Large tech companies are trying to bring some of theirmachine learning applications to users devicesto improve privacy.
On-machine machine learning has several added benefits.
These applications can continue to work even when the machine is not connected to the internet.

They also provide the benefit of saving bandwidth when users are on metered connections.
And in many applications, on-equipment inference is more energy-efficient than sending data to the cloud.
Training on-machine machine learning models
On-machine inference is an important privacy upgrade for machine learning applications.

But one challenge remains: Developers still need data to train the models they will push on users devices.
This is the problem federated learning addresses.
Federated learning starts with a base machine learning model in the cloud server.
In the next stage, several user devices volunteer to train the model.
These devices hold user data that is relevant to the models software, such as chat logs and keystrokes.
Then they train the model on the devices local data.

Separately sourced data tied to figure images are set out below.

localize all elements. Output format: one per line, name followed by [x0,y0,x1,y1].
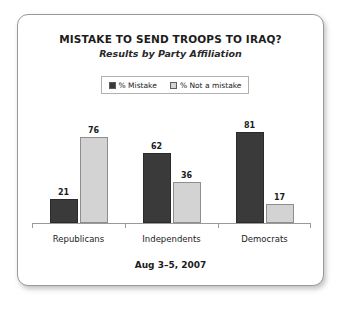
legend-swatch-mistake-icon [109,82,116,89]
category-label-democrats: Democrats [218,234,311,244]
category-label-republicans: Republicans [32,234,125,244]
bar-value-democrats-mistake: 81 [244,122,255,130]
category-label-independents: Independents [125,234,218,244]
legend-label-mistake: % Mistake [119,81,157,90]
bar-democrats-not-a-mistake: 17 [266,110,294,223]
bar-value-independents-not-a-mistake: 36 [181,172,192,180]
bar-value-independents-mistake: 62 [151,143,162,151]
bar-group-democrats: 81 17 [218,110,311,223]
axis-tick-start [32,223,33,228]
bar-value-republicans-mistake: 21 [58,189,69,197]
axis-tick-end [310,223,311,228]
chart-card: MISTAKE TO SEND TROOPS TO IRAQ? Results … [17,14,324,286]
bar-rect-democrats-mistake [236,132,264,223]
x-axis [32,223,311,229]
chart-legend: % Mistake % Not a mistake [101,76,249,94]
bar-value-republicans-not-a-mistake: 76 [88,127,99,135]
chart-title: MISTAKE TO SEND TROOPS TO IRAQ? [18,33,323,45]
bar-independents-mistake: 62 [143,110,171,223]
legend-label-not-a-mistake: % Not a mistake [180,81,242,90]
bar-group-independents: 62 36 [125,110,218,223]
legend-item-not-a-mistake: % Not a mistake [170,81,242,90]
chart-subtitle: Results by Party Affiliation [18,48,323,59]
axis-tick-2 [218,223,219,228]
bar-republicans-mistake: 21 [50,110,78,223]
plot-area: 21 76 62 36 81 17 [32,110,311,223]
bar-rect-independents-mistake [143,153,171,223]
category-labels: Republicans Independents Democrats [32,234,311,248]
legend-swatch-not-a-mistake-icon [170,82,177,89]
bar-rect-democrats-not-a-mistake [266,204,294,223]
bar-rect-republicans-mistake [50,199,78,223]
bar-republicans-not-a-mistake: 76 [80,110,108,223]
axis-tick-1 [125,223,126,228]
axis-baseline [32,223,311,224]
chart-footer-date: Aug 3–5, 2007 [18,260,323,270]
bar-independents-not-a-mistake: 36 [173,110,201,223]
bar-value-democrats-not-a-mistake: 17 [274,194,285,202]
legend-item-mistake: % Mistake [109,81,157,90]
bar-rect-republicans-not-a-mistake [80,137,108,223]
bar-democrats-mistake: 81 [236,110,264,223]
bar-group-republicans: 21 76 [32,110,125,223]
bar-rect-independents-not-a-mistake [173,182,201,223]
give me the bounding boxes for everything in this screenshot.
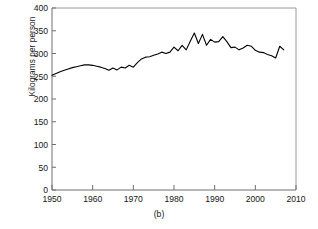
y-tick-label: 400	[34, 4, 48, 13]
chart-figure: Kilograms per person 400 350 300 250 200…	[0, 0, 318, 229]
y-tick-label: 100	[34, 141, 48, 150]
y-tick-label: 300	[34, 50, 48, 59]
data-series-line	[52, 33, 284, 75]
x-tick-label: 2010	[278, 195, 314, 204]
axes-frame	[52, 8, 296, 190]
y-tick-marks	[52, 8, 56, 190]
y-tick-label: 200	[34, 95, 48, 104]
x-tick-label: 2000	[237, 195, 273, 204]
x-tick-label: 1990	[197, 195, 233, 204]
y-tick-label: 150	[34, 118, 48, 127]
x-tick-label: 1970	[115, 195, 151, 204]
figure-caption: (b)	[0, 209, 318, 219]
x-tick-marks	[52, 185, 296, 190]
y-tick-label: 50	[38, 164, 48, 173]
x-tick-label: 1950	[34, 195, 70, 204]
x-tick-label: 1960	[75, 195, 111, 204]
y-tick-label: 250	[34, 73, 48, 82]
x-tick-label: 1980	[156, 195, 192, 204]
y-tick-label: 350	[34, 27, 48, 36]
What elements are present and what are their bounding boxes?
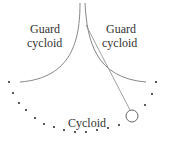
cycloid-label: Cycloid: [68, 116, 106, 130]
left-guard-label-line1: Guard: [30, 22, 60, 36]
left-guard-label-line2: cycloid: [27, 36, 62, 50]
pendulum-bob: [126, 110, 138, 122]
right-guard-label-line1: Guard: [106, 22, 136, 36]
right-guard-label-line2: cycloid: [102, 36, 137, 50]
cycloid-pendulum-diagram: Guard cycloid Guard cycloid Cycloid: [0, 0, 173, 145]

After training, they return the trained model to the server.
Popular machine learning algorithms such asdeep neural networksand support vector machines is that they are parametric.
Once the final model is ready, it can be distributed to all users for on-rig inference.
The limits of federated learning
Federated learning does not apply to all machine learning applications.
Training machine learning models on irrelevant data can do more harm than good.
For this reason, federated learning must be limited to applications where the user data does not need preprocessing.
Another limit of federated machine learning is data labeling.
Most machine learning models aresupervised, which means they require training examples that are manually labeled by human annotators.
For example, the ImageNet dataset is a crowdsourced repository that contains millions of images and their corresponding classes.
Federated learning is better suited for unsupervised learning applications such as language modeling.
The cloud server doesnt need to store individual models once it updates its base model.
Another measure that can help is to increase the pool of model trainers.
This way, the system doesnt collect trained parameters from any single user constantly.
Federated learning is gaining popularity as it addresses some of the fundamental problems of modern artificial intelligence.
Researchers are constanly looking for new ways to apply federated learning to new AI applications and overcome its limits.
It will be interesting to see how the field evolves in the future.